September 25 ~ Fortitude, Endurance
People need trouble—a little frustration to sharpen the spirit on, to toughen it… you have to learn fortitude, endurance.”
~ William Faulkner

Watercolor portrait of writer William Faulkner One of the world’s greatest writers, William Cuthbert Faulkner (1897–1962) was born on this day in New Albany, Mississippi. A high school dropout, he once confessed, “I’m just a farmer who likes to tell stories.”

In 1924, he published his first book, The Marble Faun, a collection of poetry. He went on to write twenty novels and dozens of short stories, using a dense, layered style that celebrated complexity and multiple points of view.

“The aim of every artist,” he said, “is to arrest motion.”

A chronicler of the American South, Faulkner created the fictional Yoknapatawpha County, a vivid landscape of belles and plantations, segregation and intolerance, heroism and poverty. Life and death in the South.

His essay Mississippi described his complicated love for his hometown: “Loving all of it… because you love despite; not for the virtues, but despite the faults.”

Faulkner believed literature should capture “the agony and sweat of the human spirit.” In 1949, he became the first American novelist to win the Nobel Prize for Literature after World War II.

“Man is immortal,” Faulkner said, “because he has a soul, a spirit capable of compassion and sacrifice and endurance. The poet’s, the writer’s, duty is to write about these things. It is his privilege to help man endure by lifting his heart, and by reminding him of the courage and honor and hope and pride and compassion and sacrifice which have been the glory of his past.”

Named to the Top 100 Writers of the 20th Century, William Faulkner wrote with fire and sorrow. Linger with the others... Each voice a bloom in the garden of literature.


Exercise: Extract, word for word, each line from the line holding "Where does *human face* appear?" through the end of the records. Omit every picture.

---+---

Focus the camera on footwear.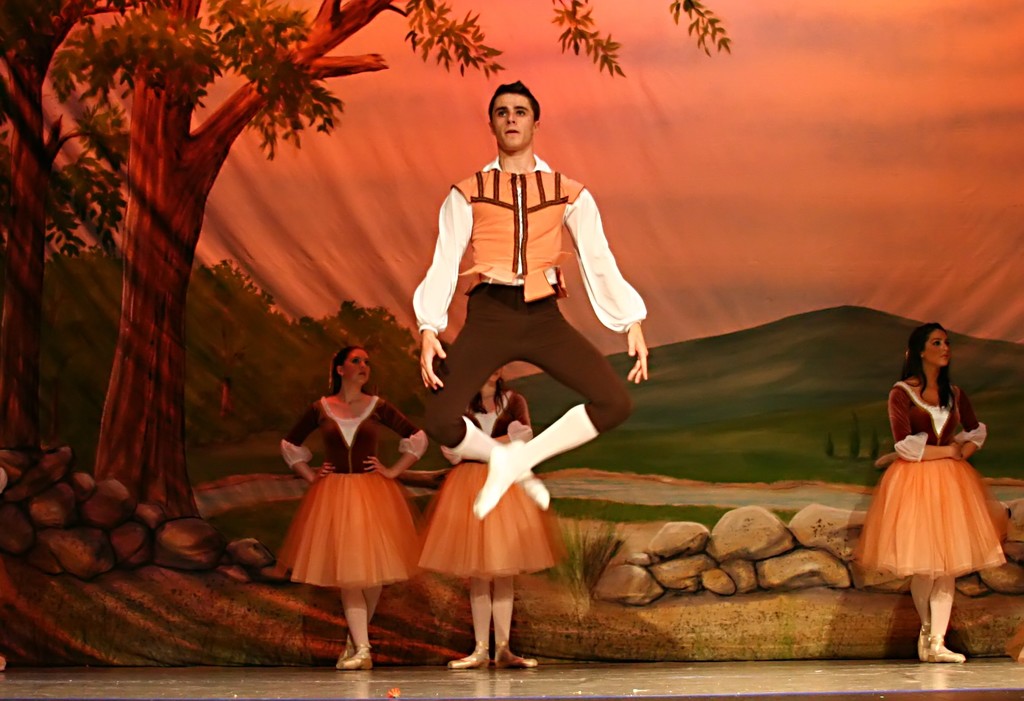
Focus region: {"x1": 492, "y1": 645, "x2": 538, "y2": 666}.
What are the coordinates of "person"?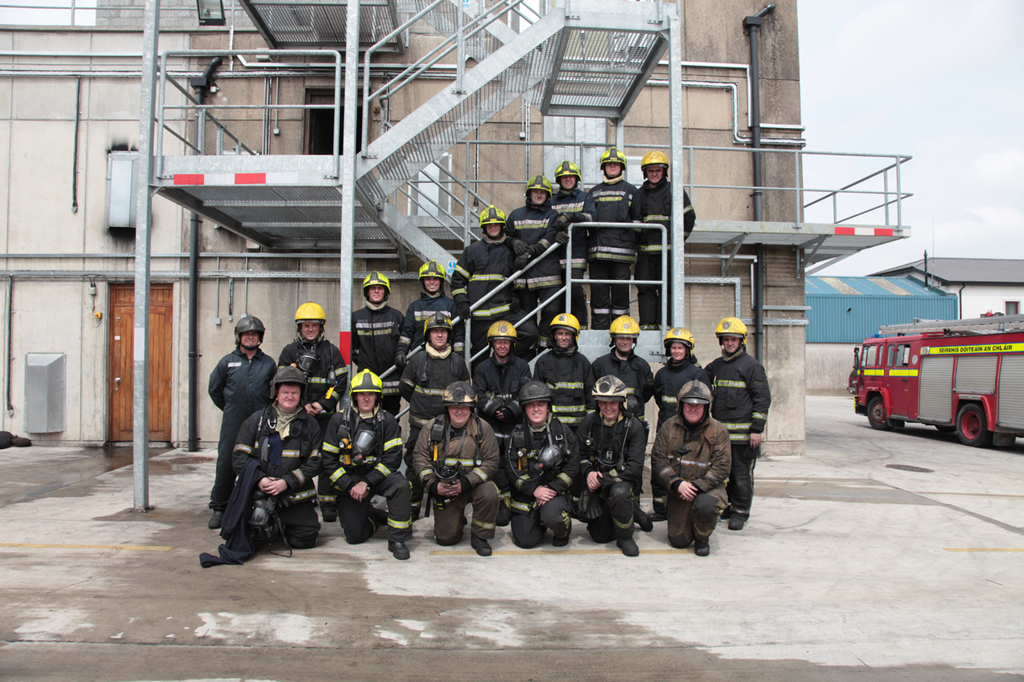
654:325:710:522.
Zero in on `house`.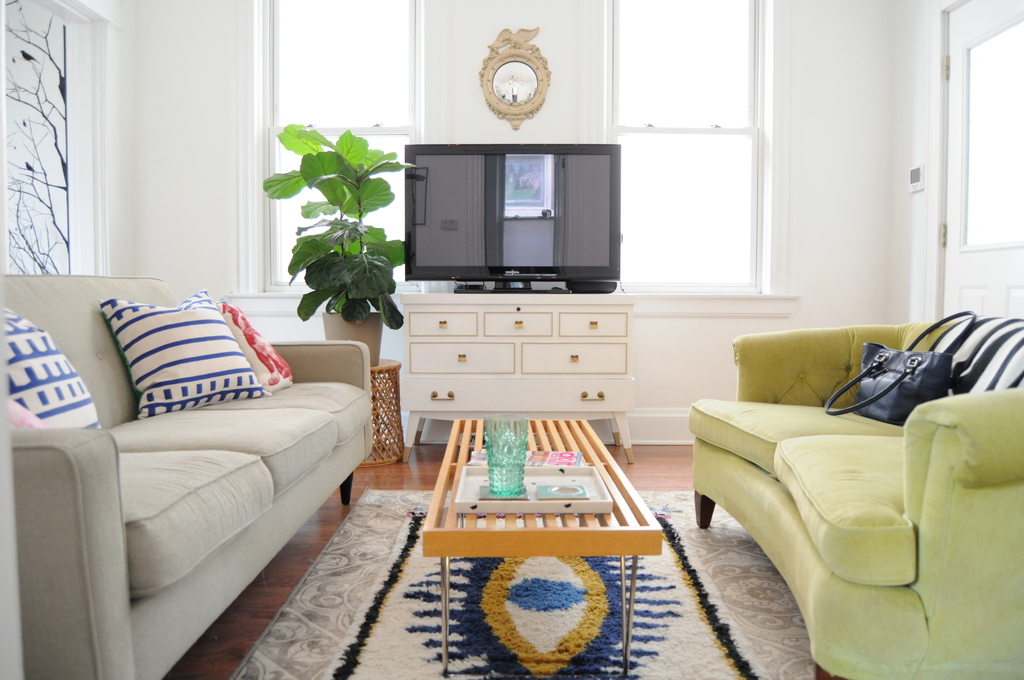
Zeroed in: 0/0/1023/679.
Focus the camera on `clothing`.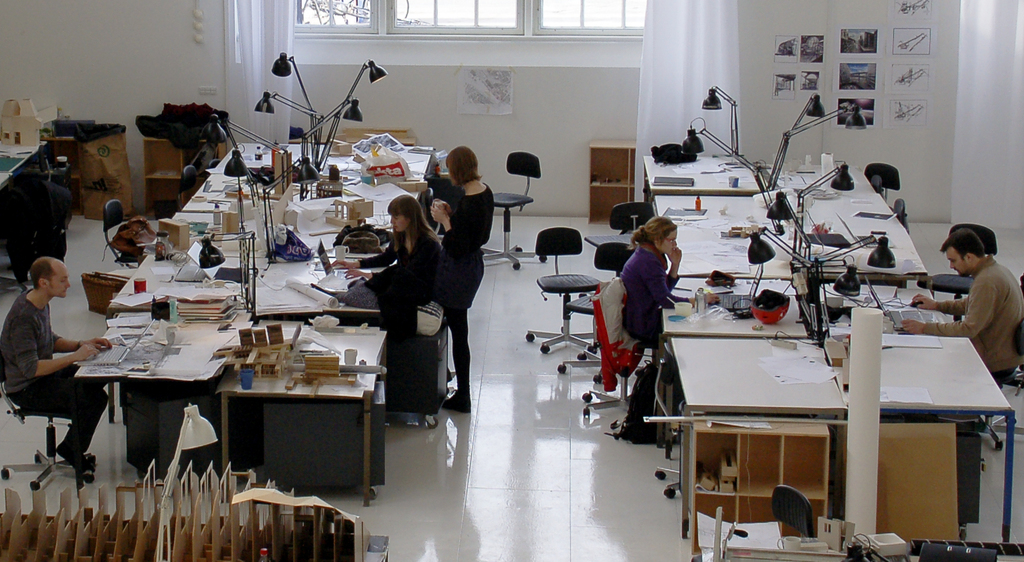
Focus region: box=[353, 223, 442, 317].
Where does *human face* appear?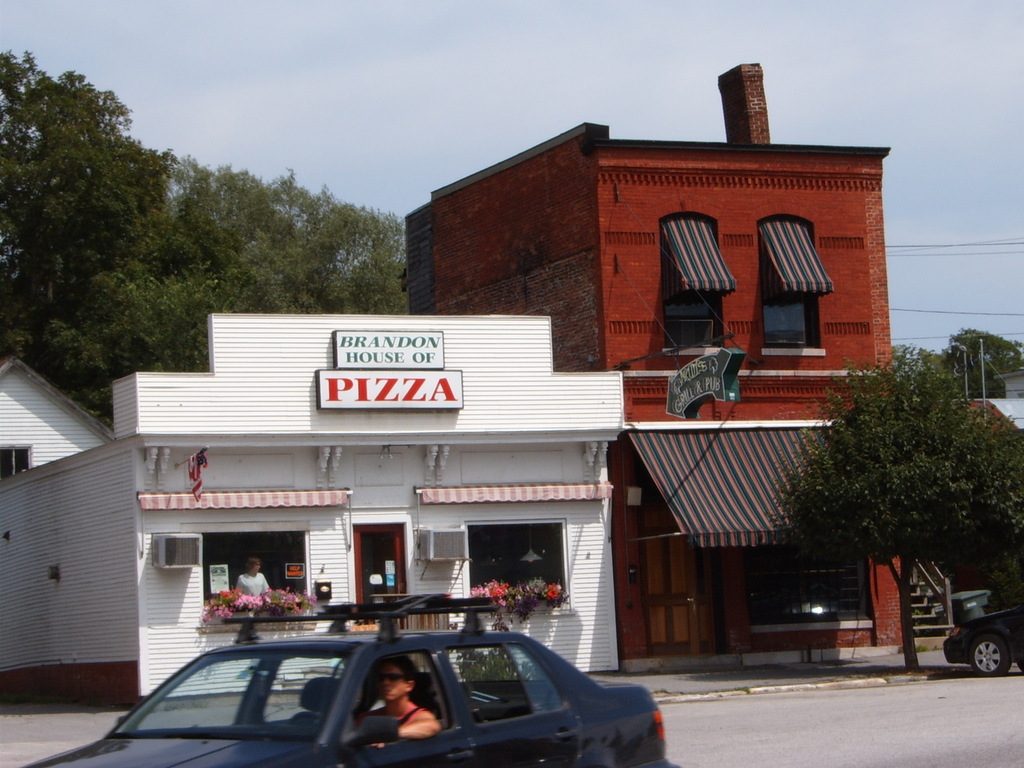
Appears at <bbox>377, 662, 410, 703</bbox>.
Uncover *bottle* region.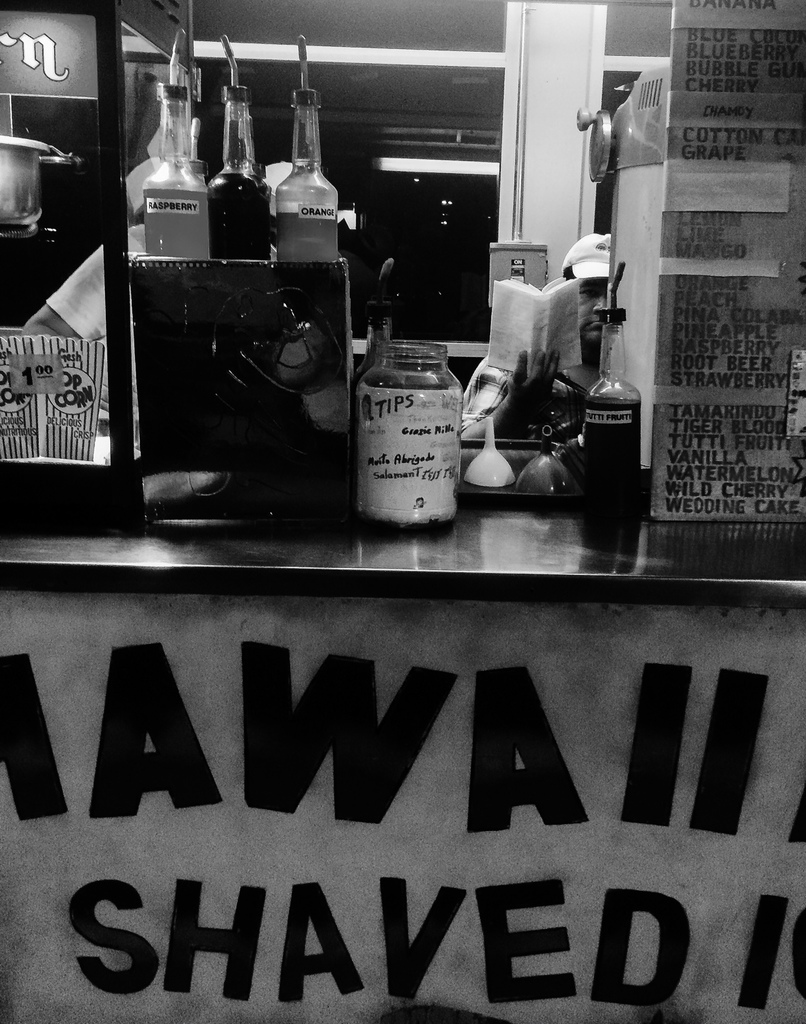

---+---

The completed task:
Where does *human face* appear?
Appears at <bbox>377, 662, 410, 703</bbox>.
Uncover *bottle* region.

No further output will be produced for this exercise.